Cius
Honorary Master
Closed my bond last month. Nedbank sent a statement yesterday stating I still owe them monthly repayments. Say what now? Anyways, apparently it takes like 3 months for them to give me the title deed after everything else is confirmed closed off.
As to the math of rent vs buy I have no idea how rent will ever work out cheaper unless you have very unlucky expenses on the main property. When I moved into the house I bought in 2010 rent on an identical unit was about R5500. My bond repayment was roughly that (I had a deposit). Over the years the rent has risen to R10 000pm (roughly 7% per annum) on the same size unit and I am now paying nothing having paid up my bond through diligently overpaying when I was able. I plan to live in this place for another 30 years at least and in that entire time I will still be rent free, bond free, and the renters will be paying each month with that rate going up each year by inflation or something close to it. Granted I will have some expenses on the house in that time but the chances it will exceed the 100K per year I am saving already is next to nil.
The best part is I had a spreadsheet tracking my bond the whole time. In total I paid over R920K over the 9 years I owned the house. I just did some math on what I would have paid to rent the house and to rent it for the same period I would have paid R910K. Granted I was also then paying levy, property tax etc but even then, its fairly close. If I add in the 20% deposit I saved and the levy/tax I will make that back within 2 years of my savings and after that its all direct savings, and now I am in the position where I am saving a huge amount each month by not having that expense on my budget, and I will have that saving for the remainder of my life (hopefully 40+ years).
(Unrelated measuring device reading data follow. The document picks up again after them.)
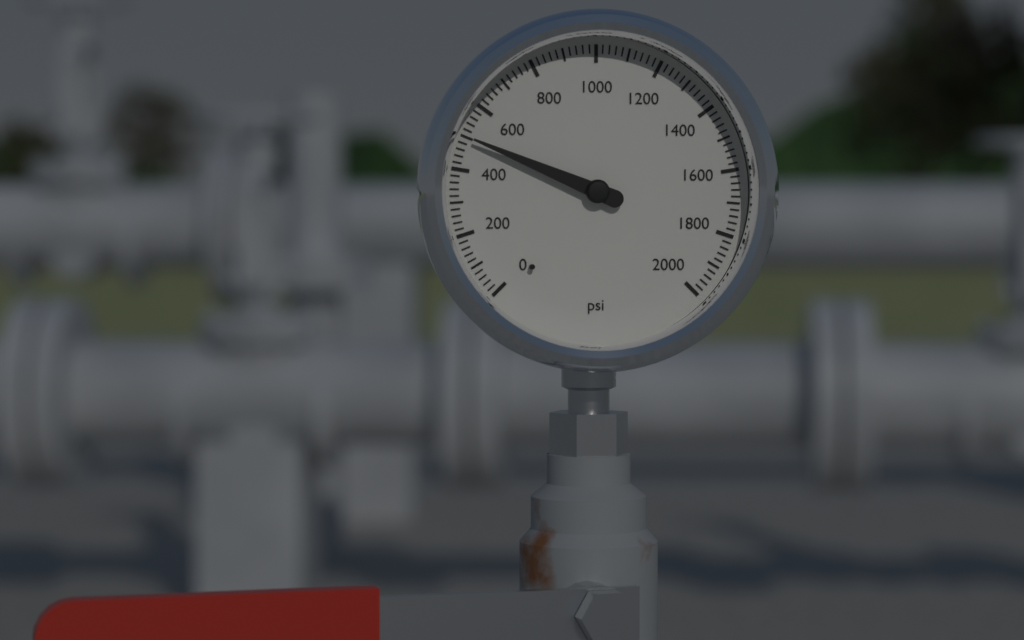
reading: 500 psi
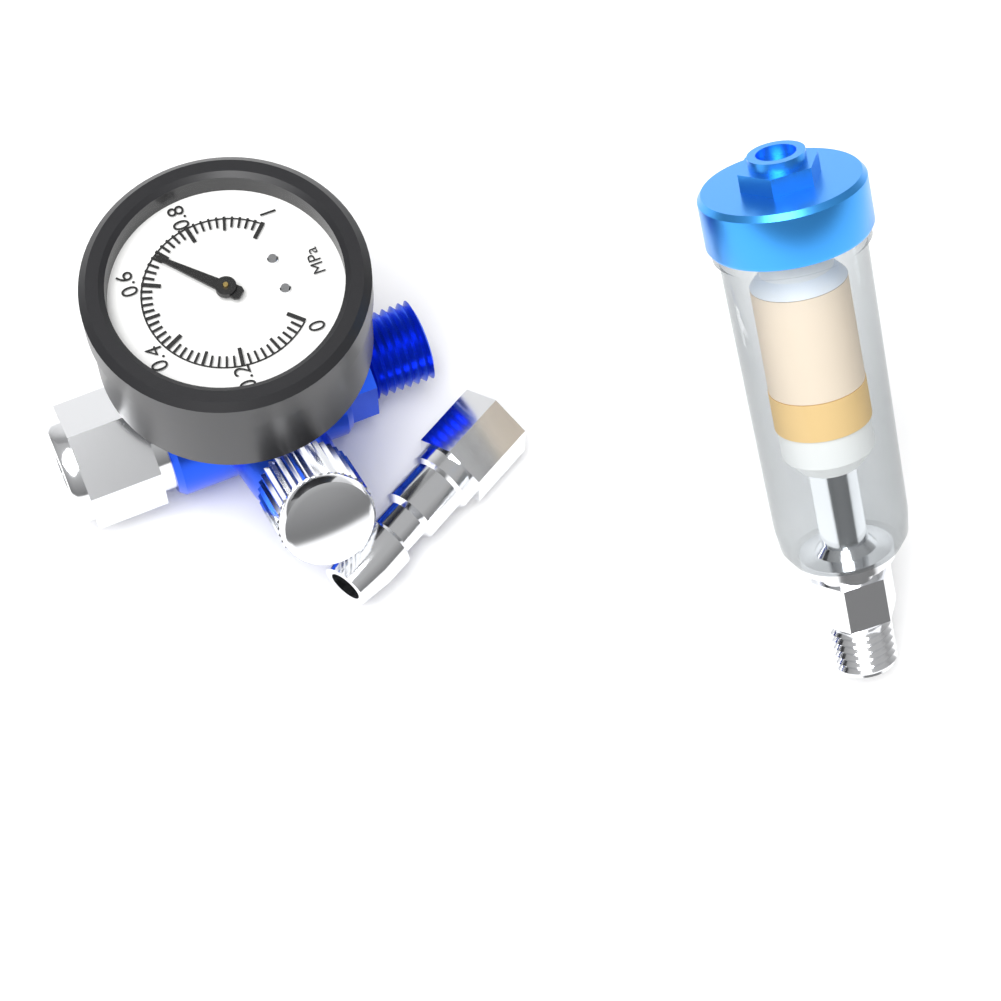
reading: 0.68 MPa
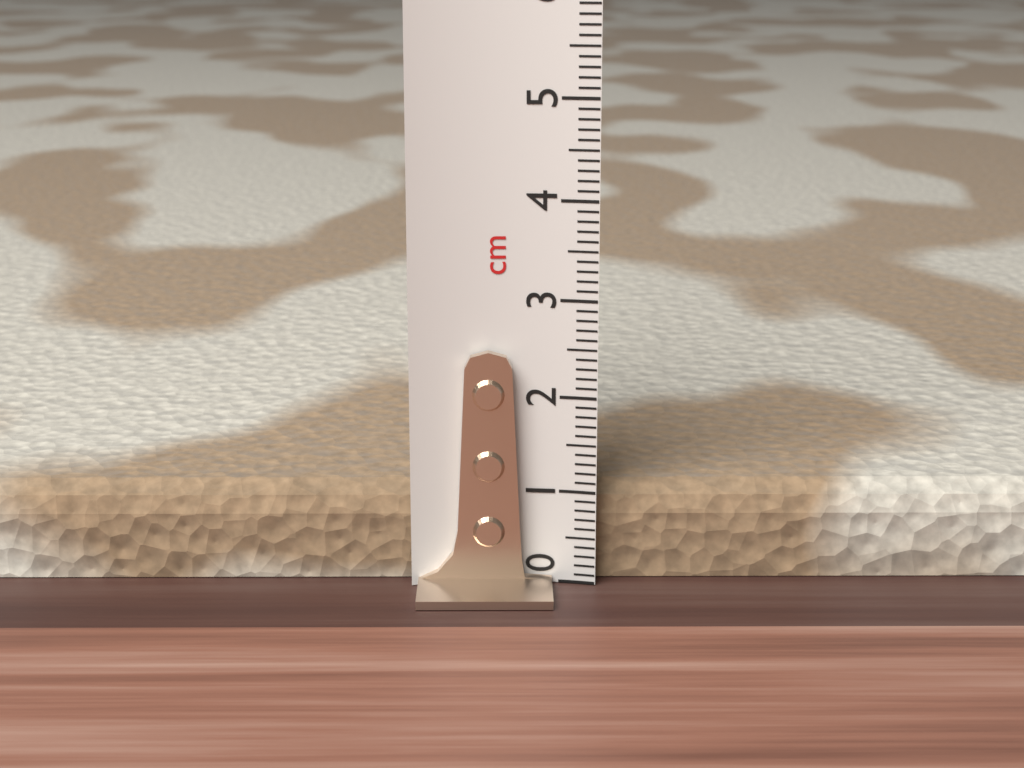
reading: 1.0 cm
Like I said, the math is fairly strongly in favour of buying a property. The only time it makes sense not to buy is if you know you are moving soonish as the cost of selling is high.
As to the math of rent vs buy I have no idea how rent will ever work out cheaper unless you have very unlucky expenses on the main property. When I moved into the house I bought in 2010 rent on an identical unit was about R5500. My bond repayment was roughly that (I had a deposit). Over the years the rent has risen to R10 000pm (roughly 7% per annum) on the same size unit and I am now paying nothing having paid up my bond through diligently overpaying when I was able. I plan to live in this place for another 30 years at least and in that entire time I will still be rent free, bond free, and the renters will be paying each month with that rate going up each year by inflation or something close to it. Granted I will have some expenses on the house in that time but the chances it will exceed the 100K per year I am saving already is next to nil.
The best part is I had a spreadsheet tracking my bond the whole time. In total I paid over R920K over the 9 years I owned the house. I just did some math on what I would have paid to rent the house and to rent it for the same period I would have paid R910K. Granted I was also then paying levy, property tax etc but even then, its fairly close. If I add in the 20% deposit I saved and the levy/tax I will make that back within 2 years of my savings and after that its all direct savings, and now I am in the position where I am saving a huge amount each month by not having that expense on my budget, and I will have that saving for the remainder of my life (hopefully 40+ years).
Like I said, the math is fairly strongly in favour of buying a property. The only time it makes sense not to buy is if you know you are moving soonish as the cost of selling is high.